When You Finish Saving the World Review | Persistent and Pushy

by Andrew Parker

For his feature length debut behind the camera, When You Finish Saving the World, writer-director Jesse Eisenberg spins an off-kilter, but well reasoned slice of life centred around two people who are more alike than they would ever want to admit. While Eisenberg’s unique, but not always welcoming blend of abrasiveness and warmth is sometimes out of balance, When You Finish Saving the World does have a lot of interesting things to say. But when all of these admittedly well rounded concepts are crammed into a package too small to contain it all, the results are often overwhelming and rushed.

Julianne Moore and Finn Wolfhard are Evelyn and Ziggy Katz, a mother and teenage son who constantly find themselves at odds.

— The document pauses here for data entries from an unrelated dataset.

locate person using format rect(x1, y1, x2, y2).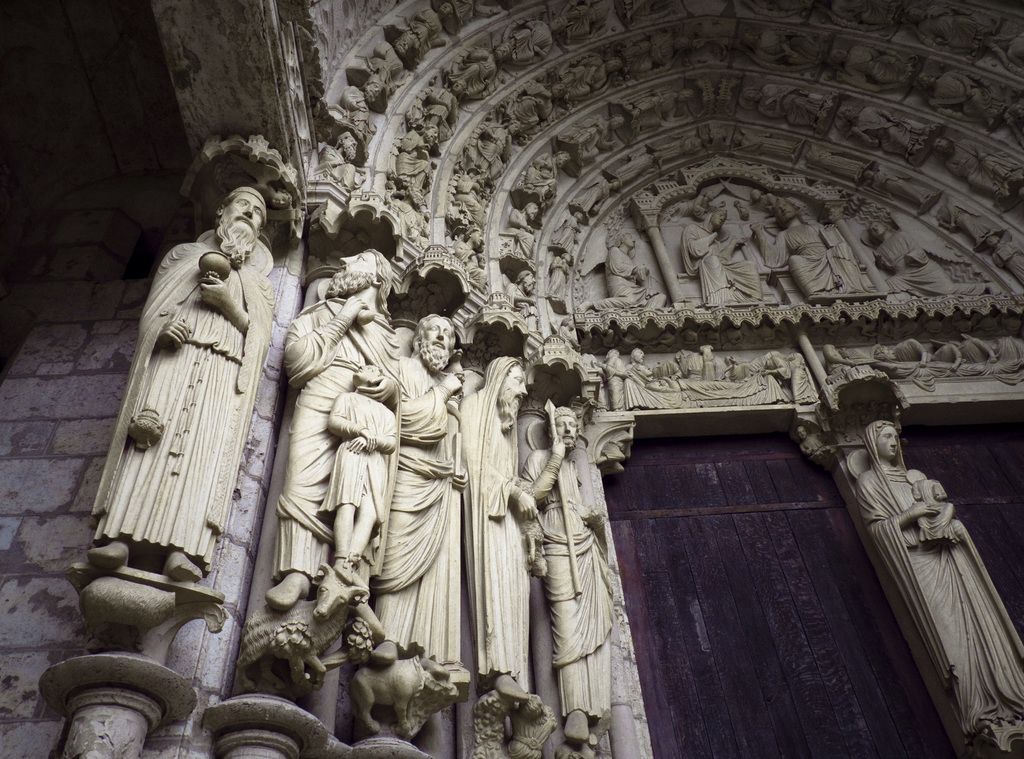
rect(387, 315, 470, 664).
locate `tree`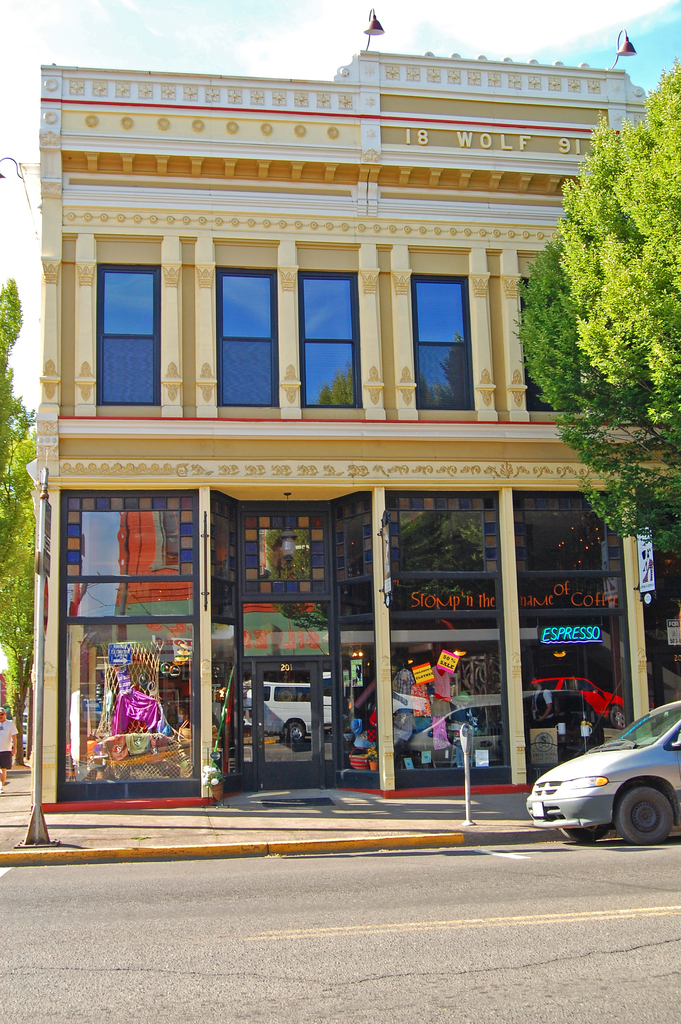
select_region(516, 45, 675, 598)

Evelyn works in a shelter for domestic abuse survivors and their kids, while Ziggy is a typical high school student by day and a successful streaming troubadour in his free time. Ziggy’s songs are trite, teen ballads, but he takes his work very seriously. Socially conscious Evelyn can’t understand why her increasingly pushy and conceited son has chosen such a shallow career path. She thinks she raised him better than that. A wedge is driven further between them when Ziggy makes the uninformed and snap decision to try writing deeper, more politically motivated songs in a bid to impress his crush (Alisha Boe). With Ziggy pulling further away with his own projects, Evelyn starts doting upon Kyle (Billy Bryk), a 17-year old living at the shelter with his mother who shows a lot of academic potential, but likely won’t go to college without being pushed into it.

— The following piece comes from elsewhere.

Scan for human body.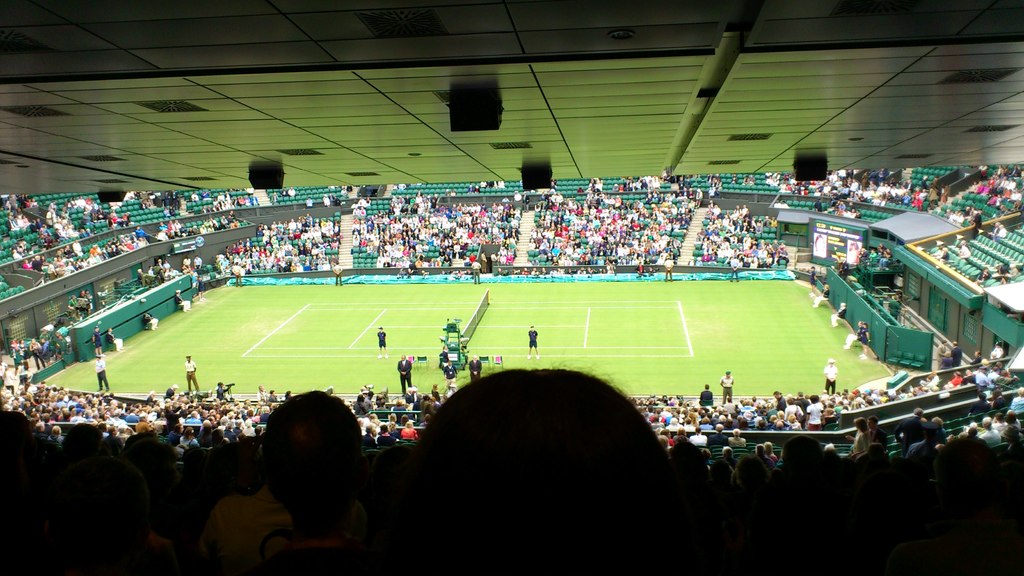
Scan result: pyautogui.locateOnScreen(30, 230, 145, 279).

When You Finish Saving the World, adapted from Eisenberg’s own radio play, has a sarcastic title that rings like something said to both of the main characters many times in their lives. At various points in Eisenberg’s film, Evelyn and Ziggy are both branded as narcissists – by each other and those around them – but I would hesitate to push them into such a narrow box. While there is undoubtedly a lot of earned and unearned self-confidence and sketchy amounts of self-awareness, they’re more naive idealists with their heads perpetually stuck in the clouds. They are persistent, pushy people whose doting can creep people out just as much as it could invite others into their orbit. Both try to bend the world in their image, which tends to mask their overall good intentions. They constantly put themselves into situations out of their natural element, and they both see themselves as failures if things don’t go to plan, with every passing setback becoming a cause to lash out. Most toxically, both of them carry an attitude that suggests anything less than total love or gratitude is tantamount to disloyalty.

The core concept of When You Finish Saving the World works because everyone alive knows an Evelyn or a Ziggy, and they might have been/still are those same types of people. They crave attention, but once they have a spotlight thrust into their faces, they pull back immediately. (Ziggy’s reaction to such things is particularly interesting when one notices how confident and charismatic he can be when live-streaming from his room, but how painfully awkward and shy he is outside of those confines.) The relationship between this mother and son is patently believable and expertly played out by Moore and Wolfhard, the former of which is a veteran of this sort of role, and the latter is particularly impressive in his best performance thus far. These are two people who think they are naturally talented at what they try to achieve, and watching them repeatedly stumble and clash is sometimes delightful thanks to the performances.

But not everything about When You Finish Saving the World works as well as its leads. There’s not much style or panache to Eisenberg’s circumspect direction, and it’s clear that the actor is most comfortable letting his cast do most of the heavy lifting. That flatness causes the pace of the film to drag, doing a disservice to the snappy, albeit overly prosaic script. It helps Eisenberg a lot to have actors capable of bringing such difficult material to life, but there’s not much else to When You Finish Saving the World other than concept and performance.

When You Finish Saving the World is also brought down once Evelyn and Ziggy’s paths have fully diverged. It’s clear that the point is to show how these people are more alike than either would ever want to believe, but their separate problems don’t feel entirely tethered to one another, leading to a work that feels like it starts and stops whenever it has to shift focus. They’re interesting problems, with Ziggy learning that being socially conscious takes a lot more effort than he’s willing to put in, and Evelyn realizing that not everyone who seems troubled is a project for her to work on. When taken into individual account, each thread is okay, but has been done before. It never fully meshes with the more original aspects Eisenberg is trying to imbue into the material. It all amounts to When You Finish Saving the World being a film that’s easier to admire than it is to like. Then again, that’s kind of a perfect reflection of the film’s characters.

When You Finish Saving the World opens in select theatres – including TIFF Bell Lightbox in Toronto – on Friday, January 27, 2023.